Prosecutors alleged the goods included cigarettes, tobacco, cellphones, solar panels, batteries, generators, computers, spotlights, electric bicycles, and other products, and said the defendants stood to make millions of shekels per truck.
Prosecutors also accused the defendants, each according to his alleged role, of attempted assistance to the enemy during wartime, attempted prohibited dealings in property for terror purposes, and attempted aggravated fraud.
The indictment says they acted for financial gain while aware of the possibility that the goods would reach Hamas operatives and that this would, to a near certainty, strengthen the enemy economically during the war.
Prosecutors told the court that some of the alleged attempts were foiled when trucks were seized at or near the crossings, but argued that this did not deter the defendants, who allegedly kept trying to move banned goods into Gaza.
The state further said it has strong evidence, including confessions by three of the defendants, testimony from other witnesses, such as truck drivers and crossing personnel, and truck seizures conducted by security and customs officials.
Details of the indictment
The indictment describes several separate episodes. In one alleged August 2025 attempt, prosecutors say one defendant organized two trucks carrying large quantities of cigarettes, tobacco, and related products and even paid an advance to men presented to him as military personnel who were supposedly meant to get the trucks through unchecked; the operation was ultimately thwarted.
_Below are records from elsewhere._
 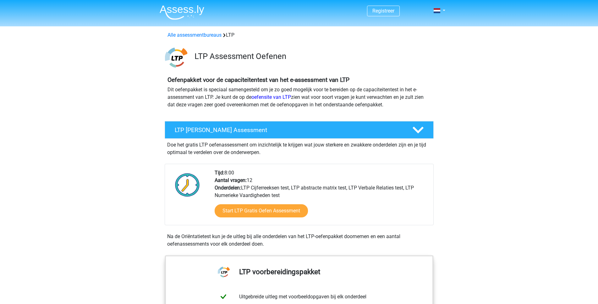 What do you see at coordinates (299, 241) in the screenshot?
I see `div: Na de Oriëntatietest kun je de uitleg bij alle onderdelen van het LTP-oefenpakket doornemen en ee...` at bounding box center [299, 241].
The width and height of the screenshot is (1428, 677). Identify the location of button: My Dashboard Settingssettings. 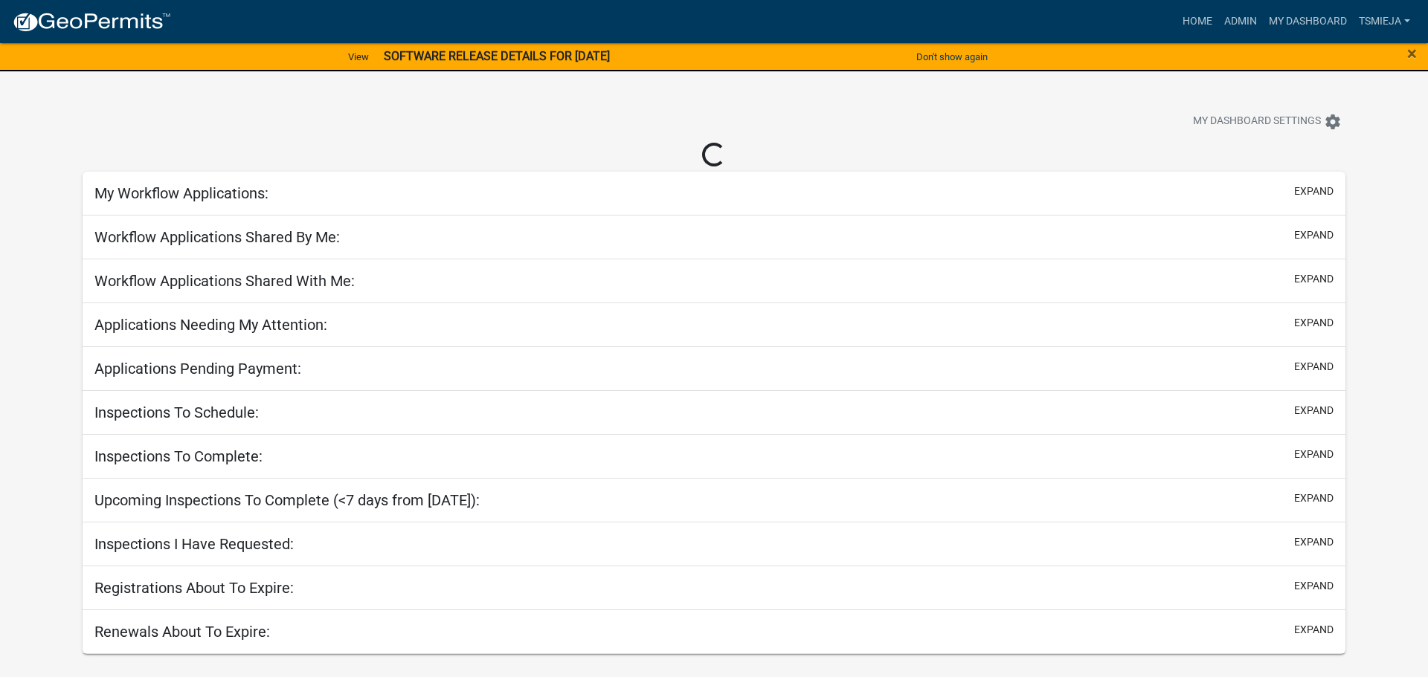
(1267, 121).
In another, prosecutors say thousands of cellphones, millions of cigarettes, hundreds of kilograms of tobacco, batteries, solar equipment, and vehicle-related items were loaded onto two trucks that were later seized near the Kissufim Crossing. A further January 2026 episode involved three trucks carrying cigarettes, generators, batteries, electric vehicles, gas systems, mobile phones, SIM cards, and other equipment, again allegedly intended for Gaza.
The case also contains a financial crime layer. Prosecutors alleged that some defendants derived substantial illegal profits from broader smuggling activity during 2025, failed to report their income to tax authorities, and used the proceeds, leading to additional charges of money laundering and tax-related deceit.
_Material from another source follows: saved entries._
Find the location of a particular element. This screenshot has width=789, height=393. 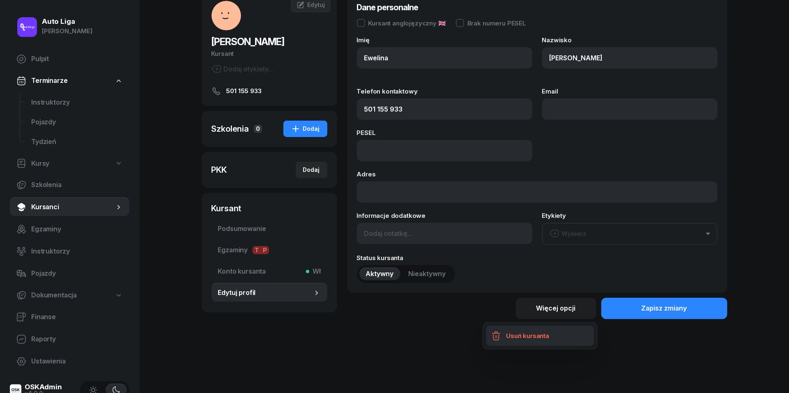

span: 0 is located at coordinates (258, 129).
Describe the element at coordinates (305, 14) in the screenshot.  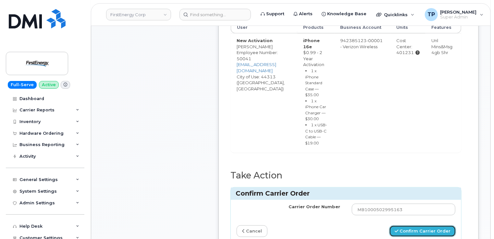
I see `span: Alerts` at that location.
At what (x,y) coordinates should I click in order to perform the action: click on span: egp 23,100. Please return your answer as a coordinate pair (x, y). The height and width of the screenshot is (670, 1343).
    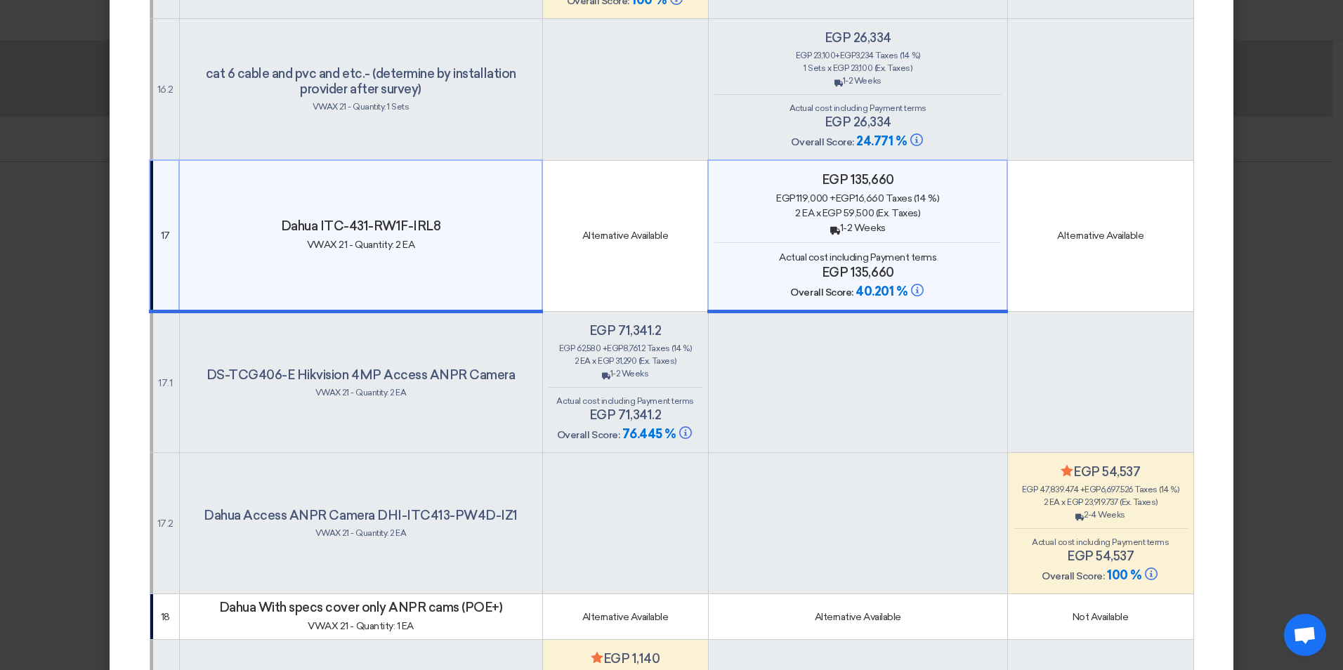
    Looking at the image, I should click on (853, 68).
The indictment says one defendant allegedly profited NIS 500,000, another NIS 1.5 million, and a third $1,000.
In asking for detention through trial, the state stressed both danger and flight risk, arguing that the alleged offenses are security crimes that create a statutory detention ground and that the defendants cannot be trusted with any alternative arrangement.
Prosecutors also noted that three of the four are already tied to another pending indictment in the Lod District Court over four additional smuggling operations that allegedly succeeded in transferring trucks of prohibited goods into Gaza.
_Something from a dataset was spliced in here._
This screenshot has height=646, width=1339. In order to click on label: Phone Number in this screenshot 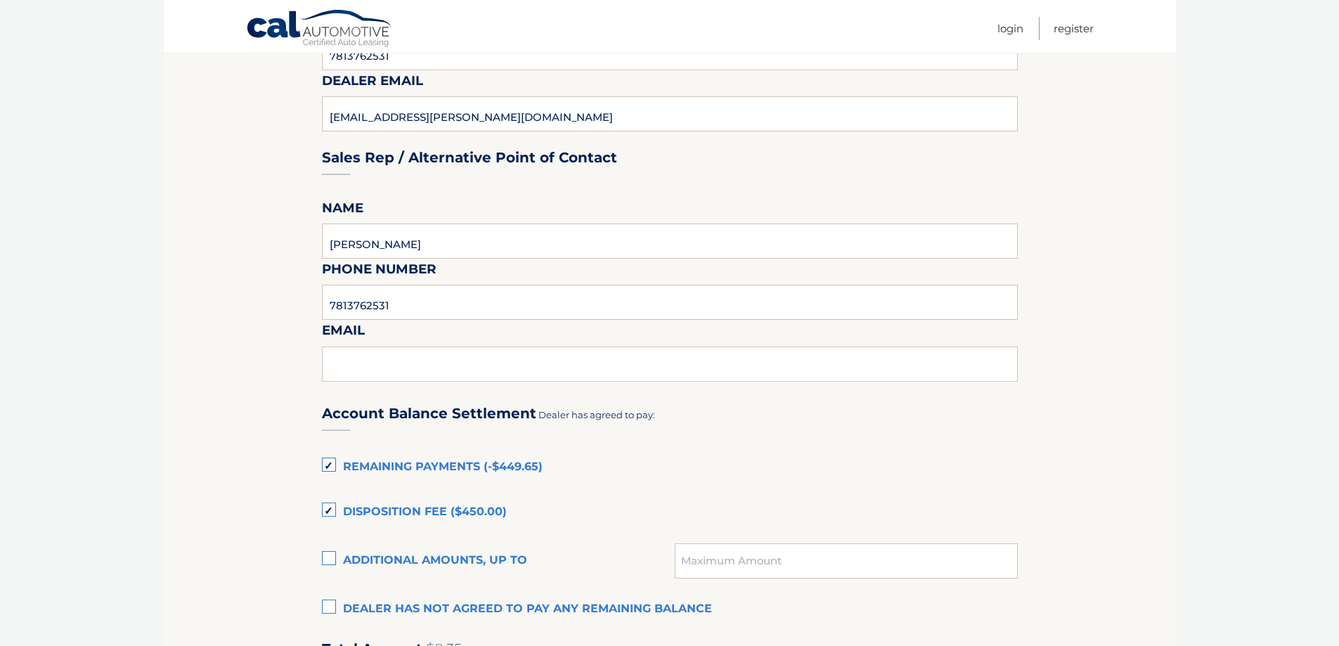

This is not the first wartime-smuggling case to reach indictment.
In early February, prosecutors filed a major indictment against 12 defendants in a separate Gaza-smuggling affair, alleging that a network of reservists and civilians moved millions of shekels’ worth of prohibited goods – including cigarettes, iPhones, batteries, telecommunications cables, and car parts – into the Strip, in a scheme the state said strengthened Hamas’s economic position.
That earlier case later widened further with the separate indictment of Bezalel Zini, brother of Shin Bet (Israel Security Agency) chief David Zini, who was charged alongside two other men with aiding the enemy during wartime, prohibited dealings in property for terror purposes, aggravated fraud, and bribery, in a case centered largely on alleged cigarette smuggling during reserve service inside Gaza.
The new indictment resembles those earlier cases in several ways: prosecutors again portray the smuggling as systematic rather than opportunistic, again focus on cigarettes and other high-demand goods that Hamas could seize, tax, or resell, and again argue that even goods not inherently weapons-related can materially strengthen the enemy by bolstering its economic survival and control inside Gaza.
The new case is distinct, however, in centering a smaller four-defendant group and in heavily emphasizing repeated attempted truck-based transfers through crossings or nearby areas, rather than only completed deliveries.